I was planning on getting a MOTU 828es because it's damn good for the price and which does have USB also, although MOTU said some chipsets on PC motherboards can do weird stuff with USB and their drivers and TB is needed for lowest latency. I can't afford a ProTools system and have been working in DP for over 20 years, so I need a Mac and DP but I need to rely on raw horsepower for now for plug-ins. Not sure I want to go the UAD route and be bound to theirs.

I was hoping to also do a dual GPU setup with NVIDIA 1080 Ti cards since I wanted to start using Davinci Resolve for grading and I could also use the CUDA for Premier (not an FCP fan since they went X). Not sure if AE benefits much and 2 cpu would be best for AE. I also may start using Maya and RenderMan again and RenderMan's next version will add GPU render support. Having a dual boot into Windows for 3D and Gaming with SLI would also be a nice treat.

I just don't know if I can handle all the setup. Putting the hardware together I think I could manage, but probably not all the installs, troubleshooting and tweaks as I've never built my own system before, messed with bios etc, let alone a Hackintosh.

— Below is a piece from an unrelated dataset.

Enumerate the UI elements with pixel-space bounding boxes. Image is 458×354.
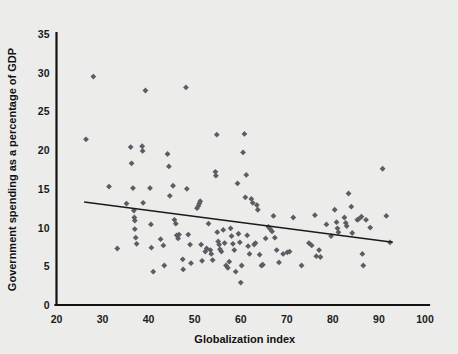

If any of you pro setup guys live near NY/NYC area, I wouldn't mind paying someone with expertise to help with the setup if I decide to go this route—if it's even possible to build a powerful stable system like this. After 3 weeks of trying to find a solution I'm at the point of taking an axe to something. I can't get what I need on Windows, Apple doesn't make what I need, and I might not even be able to build it.

Eh, c'est la vie. Maybe I should just plan a heist and buy an iMac Pro and a Windows workstation... :crazy::banghead:

thanks
For what it's worth. I got the 828ES and the 16A. Working with USB and TB although hot swap not working atm. The boot also take 60s longer when using TB. The difference in latency usb/tb isn't huge but I'll still battle with TB for a while longer and see if I find a solution. The Motu AVB line is really good. the 32 Sabre converters sounds so clean and detailed. I sold my RME UCX with no regrets.
 
For what it's worth. I got the 828ES and the 16A. Working with USB and TB although hot swap not working atm. The boot also take 60s longer when using TB. The difference in latency usb/tb isn't huge but I'll still battle with TB for a while longer and see if I find a solution. The Motu AVB line is really good. the 32 Sabre converters sounds so clean and detailed. I sold my RME UCX with no regrets.

Thanks for the info.

Yeah, I've heard much praise for the 828es. Kinda blows you can't hot swap (even though with an interface you rarely need to) but the extra minute in boot times isn't great. Cool that it's working either way though.
 
By the way, with the 828es, are you using the TB3>TB2 Apple adapter or StarTech one?